John hears about the church on earth, but he sees the Church at rest. After this I looked, and behold, a great multitude that no one could number, from every nation, from all tribes and peoples and languages, standing before the throne and before the Lamb, clothed in white robes, with palm branches in their hands, and crying out with a loud voice, “Salvation belongs to our God who sits on the throne, and to the Lamb!”
Those Palm Branches in the crowd bring us back to the time before Christ when the Israelites welcomed conquering heroes with Palm Branches. They bring us back to Palm Sunday when the crowds thought they were installing a new King. That’s exactly what heaven centers around – the victory that belongs to all who believe that Jesus’ coronation was on a cross outside Jerusalem and that this King dies in our place to win the victory for us over our sins.
One thing that is the same on earth for the Church as it is for the Church at Rest in heaven is that Christ is in the center. They survived the battles on earth because of Christ. They stand holy and pure in heaven because of Christ. Those standing in heaven – are the ones who have washed their robes and made them white in the blood of the Lamb.
Besides Jesus at the center – John does not see much. He doesn’t describe heaven’s beauty. He doesn’t appeal at all to our selfish desires – will I see a monster buck every morning from my heavenly deer stand. Will I get my own mansion? Heaven is Jesus, where Jesus is there is forgiveness, life, and salvation. What Saint John tells us – outside of Jesus – is what he does not see. No more tribulation. No more hunger. No more thirst. No more tears. You see, where sin is at an end – then everything broken by my sin and your sin is at an end. Earth will be at peace in the Resurrection – no more earthquakes, floods, hurricanes. Where sin is gone all anger and hatred and selfishness are gone. No one will hunger or thirst anymore. You won’t be grabbing everything for yourself, because you will fully have Jesus and you will be free of sin, once again restored to the image of God. No tears in heaven because there will be no death in heaven – no hospitals, no phone calls in the middle of the night, no sirens, no funeral homes, no gravesides. Doctors and Nurses and Pastors and Funeral directors will have time on their hands, as will you, an eternity of time without death, without tears.

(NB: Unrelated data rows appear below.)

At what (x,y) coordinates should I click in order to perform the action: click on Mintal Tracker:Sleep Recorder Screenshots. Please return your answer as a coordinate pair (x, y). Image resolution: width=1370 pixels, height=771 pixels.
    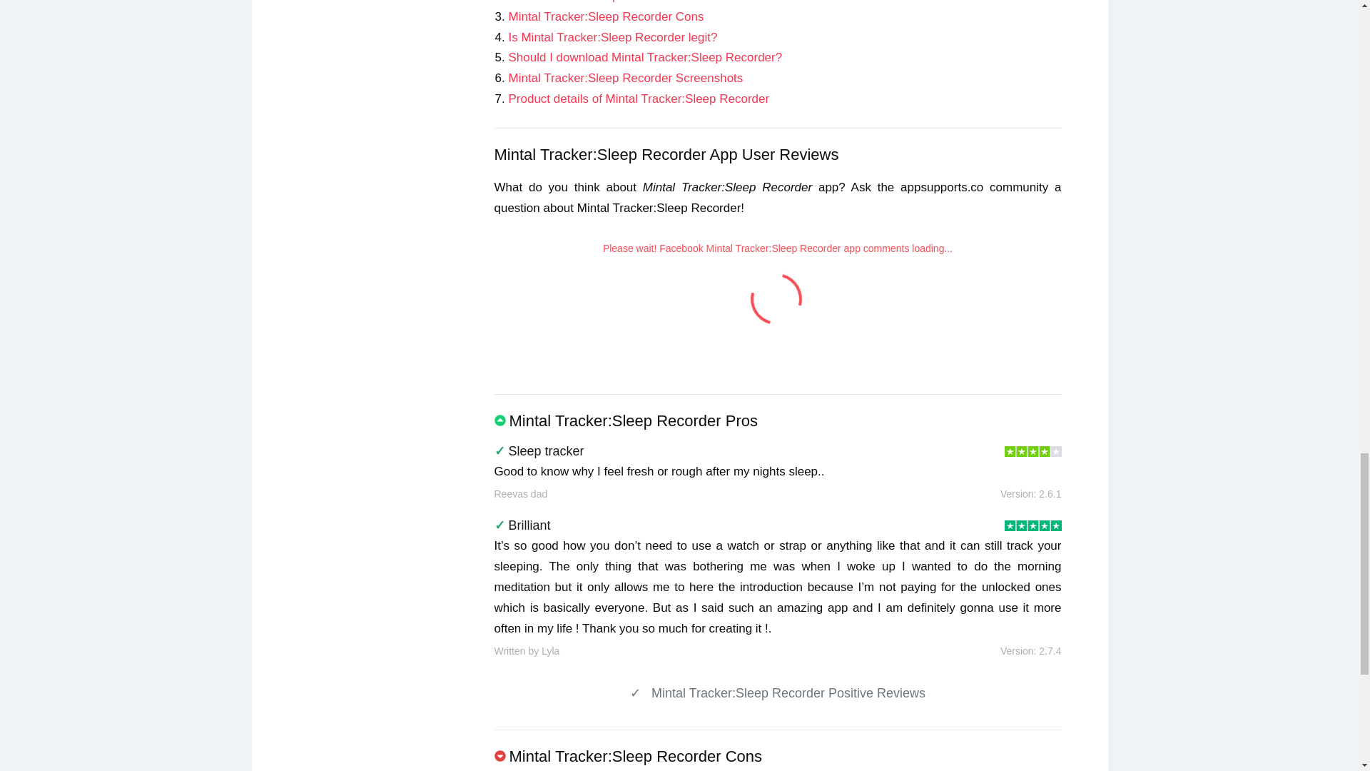
    Looking at the image, I should click on (625, 78). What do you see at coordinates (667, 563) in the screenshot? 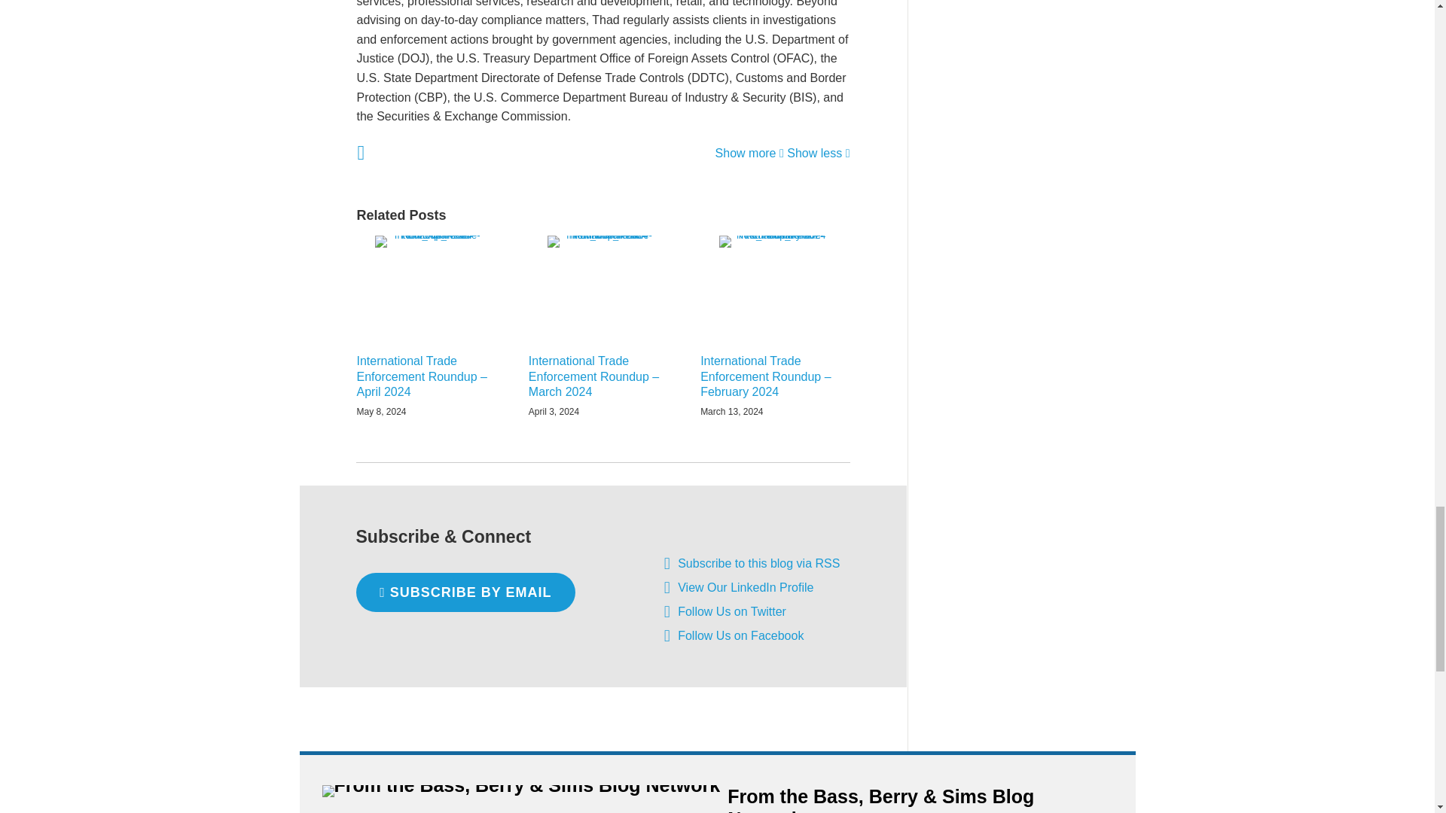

I’ve read a good number of those books by people who supposedly died and came back to give us a glimpse of heaven. Every book I’ve read got it wrong – because not one of them saw Jesus at the center of heaven, not one saw Jesus with pierced side and nail scarred hands and feet, not one saw the Lamb who was slain alive and reigning at God’s right hand. Not one saw the Church on earth waging war against sin and Satan with Christ’s forgiveness. Not one saw that crowd of sinners made holy by the blood of the Lamb. That is why we do well to hear God’s Word from God’s book, for it gives us a true picture of the Church, here on earth and there in heaven. Here the Church wins with Jesus, there the Church rests in Jesus. None of this should surprise us, although we always need to hear it. – that the Church here and there lives in the name of Jesus. Amen.